MATERIAL PROVIDED -

§ §

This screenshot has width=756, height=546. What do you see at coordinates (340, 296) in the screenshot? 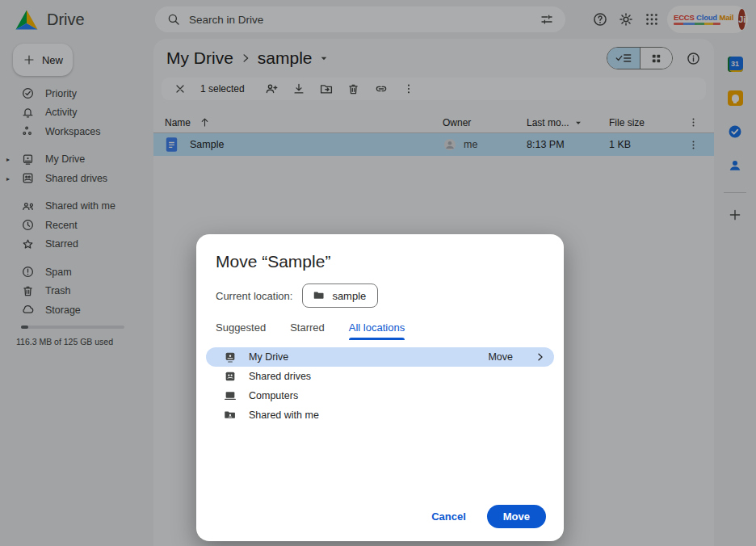
I see `current-location-chip: sample` at bounding box center [340, 296].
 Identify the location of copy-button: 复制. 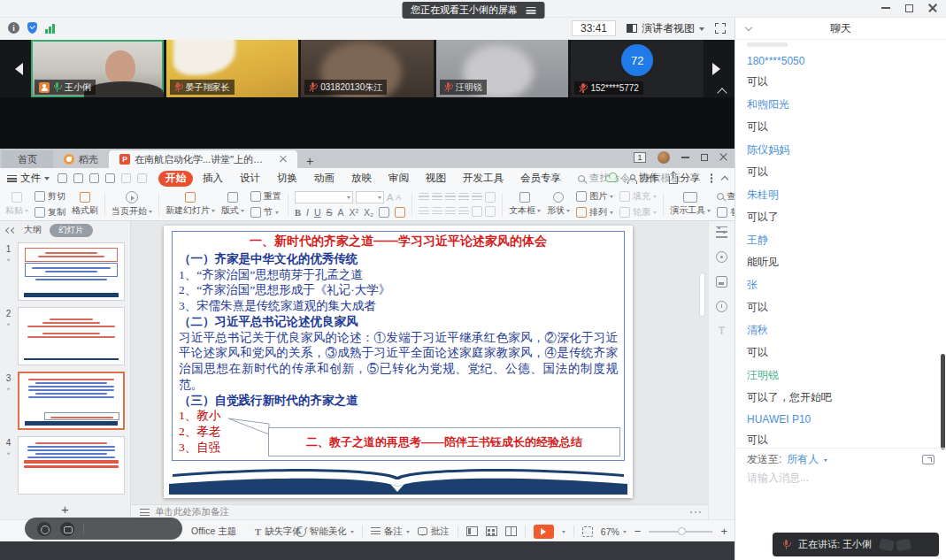
(50, 212).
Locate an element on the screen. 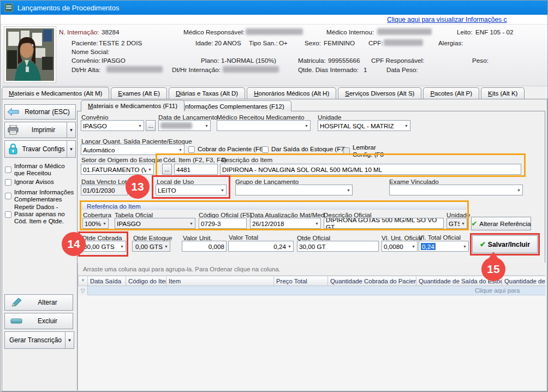  matricula-value: 999555666 is located at coordinates (344, 60).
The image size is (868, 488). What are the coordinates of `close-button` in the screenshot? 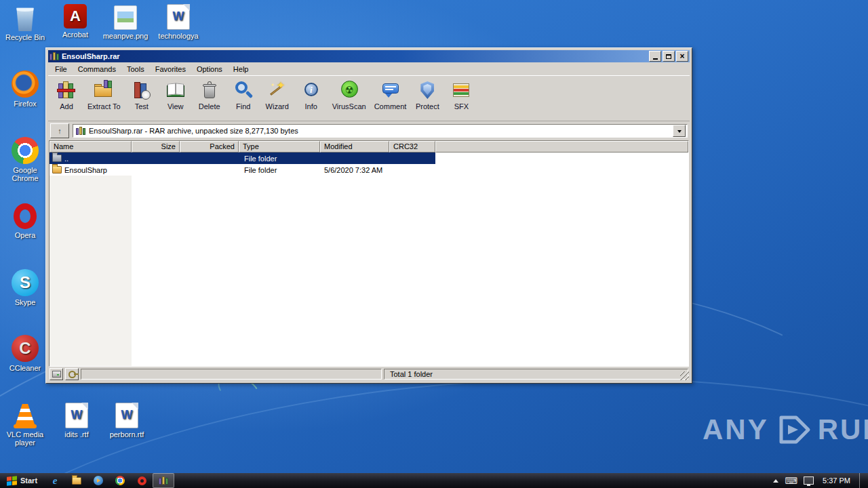 It's located at (682, 56).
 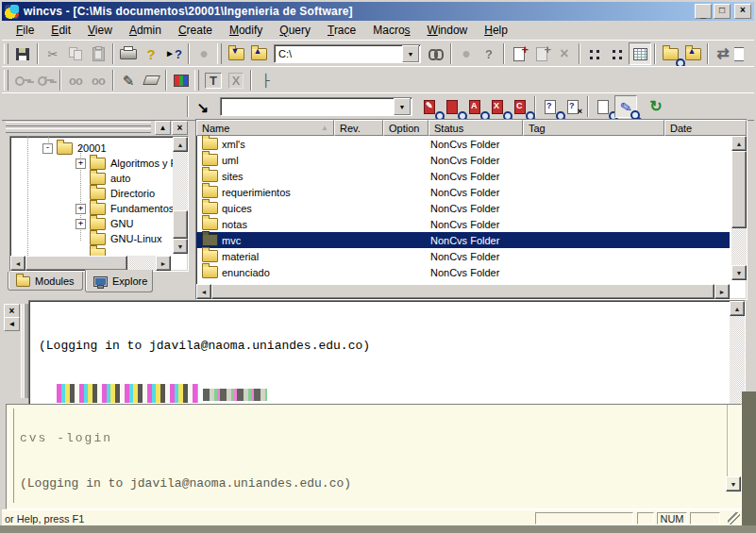 I want to click on file-row-selected: mvcNonCvs Folder, so click(x=462, y=240).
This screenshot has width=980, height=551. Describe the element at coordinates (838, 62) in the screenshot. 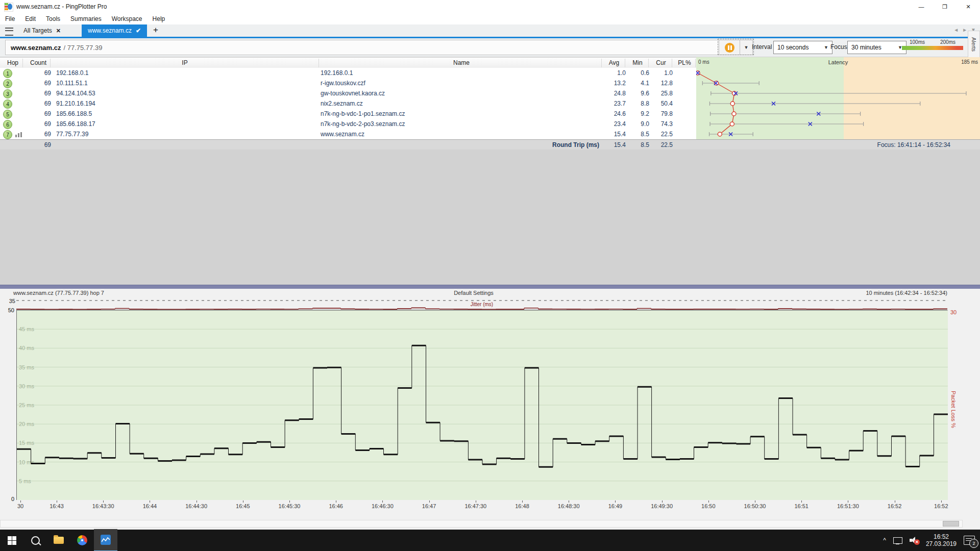

I see `latency-scale-header: 0 ms Latency 185 ms` at that location.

§ §

WHAT IS EXPECTED - Leave out the pictures and return, exactly as written, only the lines from the line with "This screenshot has width=980, height=551." through the end of the records above.

RESPONSE -
This screenshot has width=980, height=551. Describe the element at coordinates (838, 62) in the screenshot. 

I see `latency-scale-header: 0 ms Latency 185 ms` at that location.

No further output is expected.